Wednesday, January 16, 2019

PRIVATE EQUITY

TRENDS

Asian Tycoons 

Many offspring are bringing these skills back to the family and can operate without the constraints of institutional private capital.

Institutional private equity’s slow progress in Asia is due to the dominance of families as the fundamental investors in corporate activity.  Asian tycoons lack trust in private equity funds and question why they should let these firms invest in their businesses. They also increasingly believe that when it comes to investing they can look after themselves.

FINANCIAL TIMES ARTICLE

by Paul J. Davies in Hong Kong
Region’s richest families are making their own deals
What do Facebook, Spotify, BitPay, Summly and Siri have in common? They all got early stage private-equity backing from Asia’s richest man, Hong Kong’s Li Ka-shing.

The octogenarian multi-billionaire made his money from some of the oldest and simplest businesses going: property and ports – where people live, work and trade, the basics of any economy. But Mr Li’s Horizons Ventures has since 2006 made tens of millions of dollars of investments into some of the most uncertain and novel ideas for businesses around, ranging from the trivial to the frightening.

For instance, his most recent investment is a $3m punt on Bitstrips, a company that simply allows you to create a cartoon character of yourself. He also put a similar amount into Affectiva, one of whose products allows a computer to measure your emotional reaction to advertising.

Someone worth $31bn can afford to make a few wilder bets, but the really interesting thing is that Mr Li, like many other Asian tycoons and entrepreneurs, chooses to make so many such investments directly rather than through a specialist fund run by someone else.

This happens not just in highly speculative new technology, but also in other kinds of private equity investing too. Cheng Yu Tung, Asia’s fourth-richest man and the patriarch of the Chow Tai Fook and New World empire, last year turned a US dollar profit in nine figures from a private equity investment in Huishan Dairy, a Chinese milk producer, which listed in Hong Kong.

Many of these Asian families have highly educated and bright children who have spent time learning finance in investment banks and private equity firms. Sonia Cheng, for example, the granddaughter of Cheng Yu Tung who now runs the family’s hotel business, spent time in investment banking and at Warburg Pincus, the private equity firm.

Many offspring are bringing these skills back to the family and can operate without the constraints of institutional private capital.

Institutional private equity’s slow progress in Asia is due to the dominance of families as the fundamental investors in corporate activity. Asian tycoons lack trust in private equity funds and question why they should let these firms invest in their businesses. They also increasingly believe that when it comes to investing they can look after themselves.

“Far more active than private equity as a whole or corporates as a whole are the Asian families,” Mr Solberg says. “It is very hard to track what they are doing in real time, but you should not forget that they are the ones really driving the [private investment] market here.”

It is true that private equity firms have struggled to deploy money in Asia. Buyouts that give funds control of a business are extremely rare, while deals for minority stakes have also been getting harder on an industry-wide basis, if not for some of the better connected individual funds.

Total private equity deal volumes in Asia last year were just $29.1bn, according to a report last week from EY, the consultants, and Mergermarket, the data provider. This is down from $33.1bn worth of deals seen in 2012 and by way of comparison is less than half the volume of deals seen in the first quarter of 2013 alone in the US.

So what are the issues? Fees are an important consideration, according to Brian Crawford, who is head of the institutional solutions group at UBS’s Asian private bank and who helps the region’s wealthy find investments. Also, many tycoons and their families do not like the perceived illiquidity of having money tied up in long-term commitments to a fund manager.

Most important, however, says Mr Crawford, is the lack of transparency the region’s wealthy families believe they get from private equity managers, and the lack of personal involvement they like to have in underlying investments.

“Making direct investments is one way in which family members can be properly involved in managing the family’s wealth,” Mr Crawford says. “But usually they are looking to get into something where they have a differentiated ability to understand a business and the risks involved.”
Their investments, therefore, are often similar to the family’s existing business, and can result in a lack of diversification. Mr Crawford says the need for diversification means many families still put some of their money to work in institutional private equity as well.

Many of these Asian families have highly educated and bright children who have spent time learning finance in investment banks and private equity firms. Sonia Cheng, for example, the granddaughter of Cheng Yu Tung who now runs the family’s hotel business, spent time in investment banking and at Warburg Pincus, the private equity firm.

Many offspring are bringing these skills back to the family and can operate without the constraints of institutional private capital.

Institutional private equity’s slow progress in Asia is due to the dominance of families as the fundamental investors in corporate activity. Asian tycoons lack trust in private equity funds and question why they should let these firms invest in their businesses. They also increasingly believe that when it comes to investing they can look after themselves.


* [Work instructions] For the records below, output every line from the one holding "Identify balloon location as a bounding box." through the final line, unaltered, and no other lines.

* [The input]
·····
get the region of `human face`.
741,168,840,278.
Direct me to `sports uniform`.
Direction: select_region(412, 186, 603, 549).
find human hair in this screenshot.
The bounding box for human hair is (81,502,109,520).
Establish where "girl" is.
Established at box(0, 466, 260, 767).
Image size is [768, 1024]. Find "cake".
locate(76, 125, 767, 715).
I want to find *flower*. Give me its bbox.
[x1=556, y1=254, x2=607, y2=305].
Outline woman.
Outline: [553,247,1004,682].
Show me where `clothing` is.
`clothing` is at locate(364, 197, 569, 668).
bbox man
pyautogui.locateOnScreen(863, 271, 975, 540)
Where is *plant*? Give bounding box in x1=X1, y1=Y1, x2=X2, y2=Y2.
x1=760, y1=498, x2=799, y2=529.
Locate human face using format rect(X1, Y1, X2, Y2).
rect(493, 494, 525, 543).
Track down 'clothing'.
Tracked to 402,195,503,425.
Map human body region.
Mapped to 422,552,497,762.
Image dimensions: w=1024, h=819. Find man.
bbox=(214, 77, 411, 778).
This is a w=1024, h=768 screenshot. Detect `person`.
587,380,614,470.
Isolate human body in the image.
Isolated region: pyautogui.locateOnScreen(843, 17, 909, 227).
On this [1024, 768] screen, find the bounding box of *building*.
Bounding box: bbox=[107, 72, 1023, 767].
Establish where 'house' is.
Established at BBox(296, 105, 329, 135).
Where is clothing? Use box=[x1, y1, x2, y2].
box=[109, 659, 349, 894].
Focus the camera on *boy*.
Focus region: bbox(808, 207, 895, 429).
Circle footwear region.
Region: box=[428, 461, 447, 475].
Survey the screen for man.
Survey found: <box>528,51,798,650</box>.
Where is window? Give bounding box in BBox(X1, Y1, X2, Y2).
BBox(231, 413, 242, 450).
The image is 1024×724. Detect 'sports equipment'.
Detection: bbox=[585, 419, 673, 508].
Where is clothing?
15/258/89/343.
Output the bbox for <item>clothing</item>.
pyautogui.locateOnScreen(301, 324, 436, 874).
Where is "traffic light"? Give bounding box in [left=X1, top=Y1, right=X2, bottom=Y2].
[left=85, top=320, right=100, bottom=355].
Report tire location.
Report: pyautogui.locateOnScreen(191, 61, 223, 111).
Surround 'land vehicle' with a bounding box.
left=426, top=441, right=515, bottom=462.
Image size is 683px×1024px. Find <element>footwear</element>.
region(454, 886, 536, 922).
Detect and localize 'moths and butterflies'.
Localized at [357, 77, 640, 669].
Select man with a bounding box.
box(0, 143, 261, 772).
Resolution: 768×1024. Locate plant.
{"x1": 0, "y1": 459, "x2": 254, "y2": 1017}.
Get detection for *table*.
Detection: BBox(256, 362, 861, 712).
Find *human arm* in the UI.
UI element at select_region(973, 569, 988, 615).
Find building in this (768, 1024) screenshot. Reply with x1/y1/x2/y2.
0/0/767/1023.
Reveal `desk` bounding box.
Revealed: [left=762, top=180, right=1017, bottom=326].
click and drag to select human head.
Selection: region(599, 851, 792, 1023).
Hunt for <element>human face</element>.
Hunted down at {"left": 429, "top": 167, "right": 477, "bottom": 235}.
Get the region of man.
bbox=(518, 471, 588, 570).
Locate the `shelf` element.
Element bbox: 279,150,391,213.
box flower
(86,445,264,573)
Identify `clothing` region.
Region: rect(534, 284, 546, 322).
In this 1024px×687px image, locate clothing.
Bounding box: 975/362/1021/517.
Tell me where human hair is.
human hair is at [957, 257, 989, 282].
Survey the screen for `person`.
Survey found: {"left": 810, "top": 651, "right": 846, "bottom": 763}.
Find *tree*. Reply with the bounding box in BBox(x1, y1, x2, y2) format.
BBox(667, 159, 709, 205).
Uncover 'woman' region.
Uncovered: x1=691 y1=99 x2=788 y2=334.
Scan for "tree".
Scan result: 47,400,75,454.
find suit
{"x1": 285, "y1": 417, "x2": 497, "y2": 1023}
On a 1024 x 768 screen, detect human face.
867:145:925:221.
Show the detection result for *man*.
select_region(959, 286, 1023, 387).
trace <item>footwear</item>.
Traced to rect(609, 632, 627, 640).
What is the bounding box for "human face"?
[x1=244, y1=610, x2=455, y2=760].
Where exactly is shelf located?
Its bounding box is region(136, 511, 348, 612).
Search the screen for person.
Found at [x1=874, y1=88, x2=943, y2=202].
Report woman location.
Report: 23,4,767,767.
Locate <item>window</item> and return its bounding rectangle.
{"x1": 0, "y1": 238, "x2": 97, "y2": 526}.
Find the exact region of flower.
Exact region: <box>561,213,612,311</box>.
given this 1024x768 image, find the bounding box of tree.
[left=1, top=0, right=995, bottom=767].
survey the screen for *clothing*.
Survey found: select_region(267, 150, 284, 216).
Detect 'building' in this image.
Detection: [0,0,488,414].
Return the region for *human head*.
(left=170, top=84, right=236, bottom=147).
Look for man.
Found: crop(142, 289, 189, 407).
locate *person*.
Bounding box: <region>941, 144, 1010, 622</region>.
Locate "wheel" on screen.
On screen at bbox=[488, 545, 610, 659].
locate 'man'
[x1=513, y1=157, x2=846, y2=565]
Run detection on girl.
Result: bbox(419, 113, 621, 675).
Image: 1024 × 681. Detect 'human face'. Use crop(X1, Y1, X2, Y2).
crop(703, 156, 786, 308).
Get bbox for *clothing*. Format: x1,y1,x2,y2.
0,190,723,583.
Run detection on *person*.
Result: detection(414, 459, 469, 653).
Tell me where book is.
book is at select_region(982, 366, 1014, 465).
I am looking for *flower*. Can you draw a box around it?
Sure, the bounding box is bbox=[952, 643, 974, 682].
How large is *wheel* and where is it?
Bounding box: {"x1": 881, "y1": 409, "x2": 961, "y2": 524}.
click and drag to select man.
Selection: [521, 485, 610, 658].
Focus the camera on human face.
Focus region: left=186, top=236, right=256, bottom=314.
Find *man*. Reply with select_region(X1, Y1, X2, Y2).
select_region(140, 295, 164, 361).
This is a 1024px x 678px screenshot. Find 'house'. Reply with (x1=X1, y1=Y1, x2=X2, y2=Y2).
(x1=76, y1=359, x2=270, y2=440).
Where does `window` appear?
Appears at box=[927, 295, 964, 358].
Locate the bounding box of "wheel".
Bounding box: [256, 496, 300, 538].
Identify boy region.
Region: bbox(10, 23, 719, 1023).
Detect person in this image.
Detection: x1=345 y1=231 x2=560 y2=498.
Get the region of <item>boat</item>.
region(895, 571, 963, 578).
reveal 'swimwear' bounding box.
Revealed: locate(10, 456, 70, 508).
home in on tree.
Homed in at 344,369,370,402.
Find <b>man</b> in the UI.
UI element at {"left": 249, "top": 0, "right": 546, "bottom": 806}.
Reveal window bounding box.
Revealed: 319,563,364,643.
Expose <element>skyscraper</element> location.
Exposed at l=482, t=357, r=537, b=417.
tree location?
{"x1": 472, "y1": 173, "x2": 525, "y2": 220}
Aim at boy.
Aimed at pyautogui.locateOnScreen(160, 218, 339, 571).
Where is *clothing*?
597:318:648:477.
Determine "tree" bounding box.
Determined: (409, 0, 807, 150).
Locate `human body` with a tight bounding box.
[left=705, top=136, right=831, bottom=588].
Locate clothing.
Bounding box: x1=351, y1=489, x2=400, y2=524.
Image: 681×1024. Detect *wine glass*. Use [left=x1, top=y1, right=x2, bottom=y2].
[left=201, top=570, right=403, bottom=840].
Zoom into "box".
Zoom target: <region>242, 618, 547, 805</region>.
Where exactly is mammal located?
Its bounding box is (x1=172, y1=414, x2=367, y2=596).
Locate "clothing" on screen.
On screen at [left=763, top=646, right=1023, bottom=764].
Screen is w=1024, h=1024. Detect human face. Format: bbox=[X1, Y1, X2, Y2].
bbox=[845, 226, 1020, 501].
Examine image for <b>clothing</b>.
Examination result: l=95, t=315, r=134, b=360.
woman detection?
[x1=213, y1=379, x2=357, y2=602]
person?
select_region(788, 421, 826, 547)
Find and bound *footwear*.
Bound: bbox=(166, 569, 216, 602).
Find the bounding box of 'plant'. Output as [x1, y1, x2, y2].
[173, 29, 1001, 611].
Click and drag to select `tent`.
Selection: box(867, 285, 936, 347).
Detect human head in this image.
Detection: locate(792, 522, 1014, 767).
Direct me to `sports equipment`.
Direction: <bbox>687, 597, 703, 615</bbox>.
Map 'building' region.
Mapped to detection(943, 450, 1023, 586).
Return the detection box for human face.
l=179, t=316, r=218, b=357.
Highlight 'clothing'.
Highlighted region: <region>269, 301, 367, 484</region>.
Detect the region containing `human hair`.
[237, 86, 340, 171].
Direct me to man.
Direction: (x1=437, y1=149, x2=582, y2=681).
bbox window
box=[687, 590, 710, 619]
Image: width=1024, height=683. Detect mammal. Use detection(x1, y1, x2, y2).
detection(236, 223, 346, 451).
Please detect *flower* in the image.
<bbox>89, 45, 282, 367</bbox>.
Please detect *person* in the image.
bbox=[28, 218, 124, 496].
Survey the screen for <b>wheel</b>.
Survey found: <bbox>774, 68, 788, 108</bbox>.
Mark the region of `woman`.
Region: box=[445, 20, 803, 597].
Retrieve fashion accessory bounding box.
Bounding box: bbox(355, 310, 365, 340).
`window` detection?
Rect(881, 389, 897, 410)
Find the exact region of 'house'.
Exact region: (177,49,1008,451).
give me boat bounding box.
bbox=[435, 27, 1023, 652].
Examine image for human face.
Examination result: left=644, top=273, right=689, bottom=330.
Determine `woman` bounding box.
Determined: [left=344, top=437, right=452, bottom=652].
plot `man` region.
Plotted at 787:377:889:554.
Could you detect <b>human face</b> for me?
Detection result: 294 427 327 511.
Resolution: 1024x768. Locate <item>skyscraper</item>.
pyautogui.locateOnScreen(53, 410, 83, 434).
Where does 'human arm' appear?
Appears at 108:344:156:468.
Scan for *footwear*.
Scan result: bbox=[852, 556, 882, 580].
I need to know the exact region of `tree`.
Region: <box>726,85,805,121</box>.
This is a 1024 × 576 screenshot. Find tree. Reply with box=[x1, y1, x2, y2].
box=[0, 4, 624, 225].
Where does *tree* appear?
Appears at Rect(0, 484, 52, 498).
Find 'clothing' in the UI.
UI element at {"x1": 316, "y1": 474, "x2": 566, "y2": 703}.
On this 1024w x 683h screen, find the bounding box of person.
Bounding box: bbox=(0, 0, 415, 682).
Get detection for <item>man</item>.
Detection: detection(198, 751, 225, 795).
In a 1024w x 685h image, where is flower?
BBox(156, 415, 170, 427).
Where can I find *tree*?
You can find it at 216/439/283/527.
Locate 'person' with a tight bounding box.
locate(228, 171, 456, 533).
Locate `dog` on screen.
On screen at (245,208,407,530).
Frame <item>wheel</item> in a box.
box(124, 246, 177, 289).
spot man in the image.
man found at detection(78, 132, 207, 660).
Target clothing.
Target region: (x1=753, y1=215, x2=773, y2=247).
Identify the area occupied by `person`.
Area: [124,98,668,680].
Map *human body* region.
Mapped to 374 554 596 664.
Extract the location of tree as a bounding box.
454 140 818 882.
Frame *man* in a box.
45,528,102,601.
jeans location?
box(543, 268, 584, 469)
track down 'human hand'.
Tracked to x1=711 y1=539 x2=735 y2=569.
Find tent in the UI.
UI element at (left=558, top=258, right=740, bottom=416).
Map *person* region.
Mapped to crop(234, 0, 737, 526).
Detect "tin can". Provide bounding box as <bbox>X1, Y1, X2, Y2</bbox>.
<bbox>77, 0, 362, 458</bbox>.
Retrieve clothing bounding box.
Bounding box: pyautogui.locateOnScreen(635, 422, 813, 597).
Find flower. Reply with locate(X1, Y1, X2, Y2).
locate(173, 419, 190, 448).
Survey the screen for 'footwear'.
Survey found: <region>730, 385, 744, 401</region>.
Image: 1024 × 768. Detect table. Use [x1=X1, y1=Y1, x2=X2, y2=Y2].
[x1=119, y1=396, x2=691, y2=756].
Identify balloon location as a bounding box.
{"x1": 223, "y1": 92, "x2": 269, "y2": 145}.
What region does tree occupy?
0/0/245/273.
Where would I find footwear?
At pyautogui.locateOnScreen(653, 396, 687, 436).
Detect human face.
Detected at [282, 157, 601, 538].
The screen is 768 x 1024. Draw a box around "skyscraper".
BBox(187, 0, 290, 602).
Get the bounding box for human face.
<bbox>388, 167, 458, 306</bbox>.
·····
* [Answer to the exercise]
Identify balloon location as a bounding box.
{"x1": 223, "y1": 92, "x2": 269, "y2": 145}.
What region does tree occupy?
0/0/245/273.
Where would I find footwear?
At pyautogui.locateOnScreen(653, 396, 687, 436).
Detect human face.
Detected at [282, 157, 601, 538].
The screen is 768 x 1024. Draw a box around "skyscraper".
BBox(187, 0, 290, 602).
Get the bounding box for human face.
<bbox>388, 167, 458, 306</bbox>.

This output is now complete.